Soft Lights and Sweet Music: Photographs of Elisabeth Welch

Past display archive
5 March - 25 October 2009

Room 31 case display

Free

From her stage debut in 1922 to her final appearance in 1996, singer Elisabeth Welch (1904-2003) was an important figure in the world of popular music. Born in New York, at the age of nineteen she helped to launch the Charleston in the Broadway show Runnin’ Wild. Throughout the Jazz Age she worked on stage with some of the great names of the Harlem Renaissance, including Josephine Baker and Bill ‘Bojangles’ Robinson. On Broadway she popularised Cole Porter’s scandalous ‘Love for Sale’ (a prostitute’s lament), and in 1933 she introduced Harold Arlen and Ted Koehler’s torch song ‘Stormy Weather’ to British audiences. Also in 1933, with her appearance in Cole Porter’s Nymph Errant, Welch began her sixty-year career in English musical theatre.

In the 1930s Ivor Novello wrote songs for Welch, Paul Robeson was her leading man in films, and she enjoyed popularity as a cabaret star of London’s café society.

From 1934 to 1936 the BBC broadcast her own radio series Soft Lights and Sweet Music. When the war broke out in 1939 Welch decided to remain in her adopted country, and support the British war effort, entertaining the armed forces.

In the post-war years, Welch starred in three sophisticated revues in London’s West End: Tuppence Coloured (1947), in which she sang Edith Piaf’s ‘La Vie En Rose’, Oranges and Lemons (1949), and Penny Plain (1951).

In 1979 Welch’s appearance in Derek Jarman’s film of Shakespeare’s The Tempest (singing ‘Stormy Weather’) won her new fans. At the age of eighty-one she returned to the Broadway stage, and her performance in Jerome Kern Goes to Hollywood earned her a nomination for a Tony award.

Welch did not fit the definition of jazz, torch, pop, or ballad singer but defined her art quite simply as ‘telling a story in song’.

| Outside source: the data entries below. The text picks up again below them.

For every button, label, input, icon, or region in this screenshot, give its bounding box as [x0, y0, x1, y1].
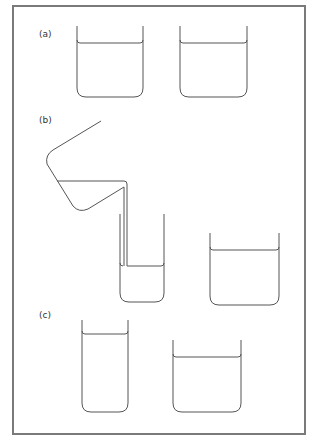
water-surface-and-stream: [57, 181, 127, 266]
water-surface-left: [120, 263, 123, 266]
water-surface: [77, 40, 143, 43]
water-surface: [82, 331, 128, 334]
beaker-a-left: [77, 26, 143, 97]
water-surface: [127, 263, 164, 266]
beaker-c-narrow: [82, 320, 128, 412]
beaker-c-wide: [173, 340, 241, 412]
panel-label-c: (c): [39, 310, 51, 320]
panel-label-b: (b): [39, 115, 52, 125]
panel-label-a: (a): [39, 29, 52, 39]
pouring-beaker: [47, 121, 127, 266]
beaker-b-wide: [210, 233, 279, 305]
beaker-a-right: [180, 26, 247, 97]
conservation-diagram: (a) (b) (c): [0, 0, 313, 443]
water-surface: [173, 354, 241, 357]
water-surface: [180, 40, 247, 43]
water-surface: [210, 247, 279, 250]
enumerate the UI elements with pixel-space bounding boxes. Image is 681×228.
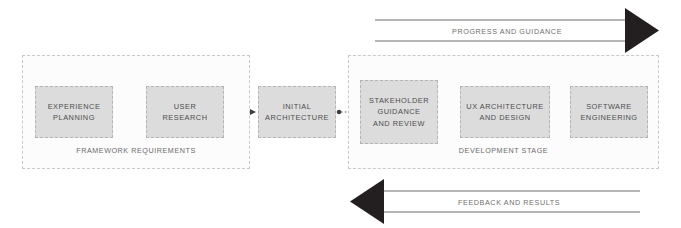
node-software-engineering-label: SOFTWARE ENGINEERING — [577, 101, 640, 124]
group-development-stage-label: DEVELOPMENT STAGE — [349, 146, 658, 155]
group-framework-requirements-label: FRAMEWORK REQUIREMENTS — [23, 146, 249, 155]
feedback-and-results-label: FEEDBACK AND RESULTS — [458, 198, 560, 207]
arrow-head-left-icon — [350, 179, 384, 224]
node-initial-architecture[interactable]: INITIAL ARCHITECTURE — [258, 86, 336, 138]
node-experience-planning-label: EXPERIENCE PLANNING — [45, 101, 104, 124]
node-ux-architecture-and-design-label: UX ARCHITECTURE AND DESIGN — [463, 101, 546, 124]
node-experience-planning[interactable]: EXPERIENCE PLANNING — [35, 86, 113, 138]
node-stakeholder-guidance-and-review[interactable]: STAKEHOLDER GUIDANCE AND REVIEW — [360, 80, 438, 144]
node-stakeholder-guidance-and-review-label: STAKEHOLDER GUIDANCE AND REVIEW — [366, 95, 432, 130]
arrow-head-right-icon — [625, 8, 659, 53]
node-initial-architecture-label: INITIAL ARCHITECTURE — [262, 101, 332, 124]
node-user-research-label: USER RESEARCH — [159, 101, 210, 124]
process-flow-diagram: FRAMEWORK REQUIREMENTS DEVELOPMENT STAGE… — [0, 0, 681, 228]
node-software-engineering[interactable]: SOFTWARE ENGINEERING — [570, 86, 648, 138]
progress-and-guidance-label: PROGRESS AND GUIDANCE — [452, 27, 562, 36]
node-ux-architecture-and-design[interactable]: UX ARCHITECTURE AND DESIGN — [460, 86, 550, 138]
node-user-research[interactable]: USER RESEARCH — [146, 86, 224, 138]
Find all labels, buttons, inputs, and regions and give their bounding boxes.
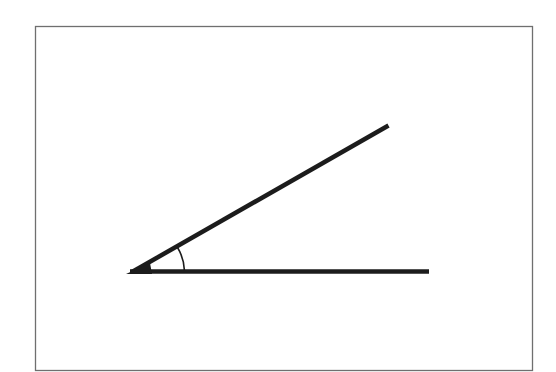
diagram-frame	[36, 27, 533, 371]
angle-diagram	[0, 0, 556, 372]
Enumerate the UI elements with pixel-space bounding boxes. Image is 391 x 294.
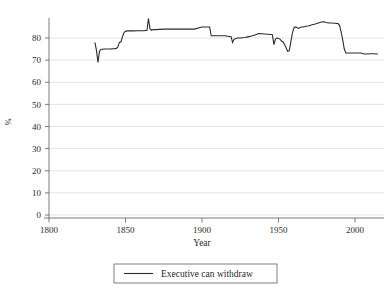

Elisabeth Welch: Soft Lights and Sweet Music by Stephen Bourne (Scarecrow Press, 2005) is available from the National Portrait Gallery bookshop. The National Portrait Gallery has recently acquired this group of vintage prints of Elisabeth Welch from Stephen Bourne, who has provided the accompanying text and additional contextual material.